Critical Response 2: Power to the People / Humans in the Loop

The article “Humans in the Loop: The Design of Interactive AI Systems” discusses the role and importance of human engagement and interaction with AI systems. One interesting point is the idea that AI systems do not necessarily have to be perfect. In the field of machine learning and AI, an often unquestioned assumption is that AI systems must be perfect. Enormous amounts of time and effort have been spent on continuously surpassing existing state-of-the-art systems and benchmarks. Much of ML and AI research focus on qualitative metrics relating to accuracy and performance. However, in some cases, performance accuracy is not necessarily the goal.

The idea that AI systems may not be perfect is a little scary because in most situations, it is important that they are. From object detection in an autonomous vehicle to classification in medical imaging to in factual correctness in Q&A agents, accuracy is crucial and necessary. However, as ML and AI gradually bleed into the creative aspects of life, we can view the systems under a different lens and have different expectations for them. In the fields of generative art, music, and literature, it is difficult to determine what constitutes as “correct.” When giving DALL-E a prompt, there is not necessarily a right image that should be generated. This stems from both the fact that AI generative work isn’t mature enough yet to be completely sensible and that it is difficult to determine right and wrong in subjective and creative fields. By incorporating human interaction, we can reduce expectation that these AI systems be perfect and view them as general guides or baseline templates to follow and engage with. For example, Midjourney is an AI art generator that expects user intervention. For each user prompt, the system will generate four images, and then users can choose one image to create variations of and continue this cycle until they are satisfied. Alternatively, there are artists who base their work on AI-generated art.idflood is an artist that creates geometric cities and blocks through AI, but he still adjusts and fine-tunes the final result.

AI Artwork
Generated with Midjourney using the prompt, human interacting with AI to create music in futuristic city, steampunk style, dreamy.

AI systems should not be one-sided but should involve a back-and forth between AI and humans. This engagement can also lend more confidence towards the system. A longstanding issue has been with the transparency of AI systems. Even if the system is not transparent, having some degree of control can provide more assurance on the reliability of the results. When I use an AI system like ChatGPT or Midjourney, I do not have the expectation that the results will be perfect, and I take all the results will some skepticism. However, even if the result is not perfect, I feel better about it because I often will take the results and modify or build on top of it. By having the expectation that the AI is not perfect and will require fine-tuning, I am more prepared to interact and engage with the system. I can learn to work with the system and become a part of the process. When we actively engage with it, we may develop more trust towards it. It's important to see humans-in-the-loop not just in hindsight or as something nice to have but as a natural in-built part of the system. AI is becomingly increasingly part of our everyday lives, and we must examine and determine how we want to co-exist with it.


Part 2: Interactive Activities/Tasks

  1. Conversational virtual agents that engage with humans in back-and-forth prompting and response for creative writing tasks.
  2. An AI teacher or coach using video and sound input for learning a new instrument for beginner students.
  3. Musical sound cues for robots to signal intent or convey emotion to coordinate with humans on collaborative tasks.
  4. Physical robot musicians that can both generate music and coordinate with humans to play music.
  5. Social robots to work with children in play or in educational spaces that can recognize and respond to human voice/gesture.
  6. Robots that learn from physical interaction and correction such as guiding a robot hand to handle fragile items.
  7. Tracking human body motion via motion sensor or camera for physical motion feedback for dance/physical performances with AI.
  8. Human-robot coordination in industrial environments for tasks such as lifting heavy objects together.
  9. AI that recognizes and understands human gaze to enhance user experience for web/AR/VR applications to identify objects of interest.
  10. Robots that learn individual preferences for tasks such as feeding/eating assistance for humans with mobility issues.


▶ TASK
Restate the data that follows exactly as it stands, beginning with the first line and ending with the line that contains "Image resolution: width=1311".

▶ INFORMATION GIVEN
>>>

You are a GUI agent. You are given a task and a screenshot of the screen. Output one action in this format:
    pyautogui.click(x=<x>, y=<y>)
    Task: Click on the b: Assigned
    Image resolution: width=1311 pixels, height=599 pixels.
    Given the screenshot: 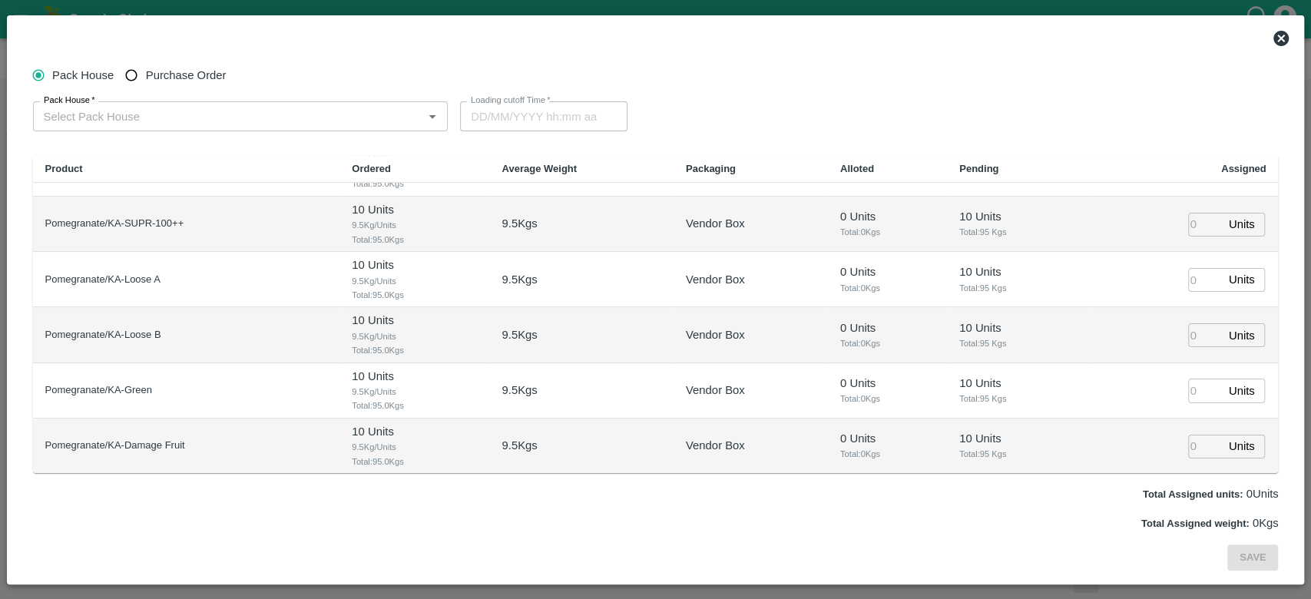 What is the action you would take?
    pyautogui.click(x=1243, y=168)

<<<

▶ WORKED SOLUTION
You are a GUI agent. You are given a task and a screenshot of the screen. Output one action in this format:
    pyautogui.click(x=<x>, y=<y>)
    Task: Click on the b: Assigned
    Image resolution: width=1311 pixels, height=599 pixels.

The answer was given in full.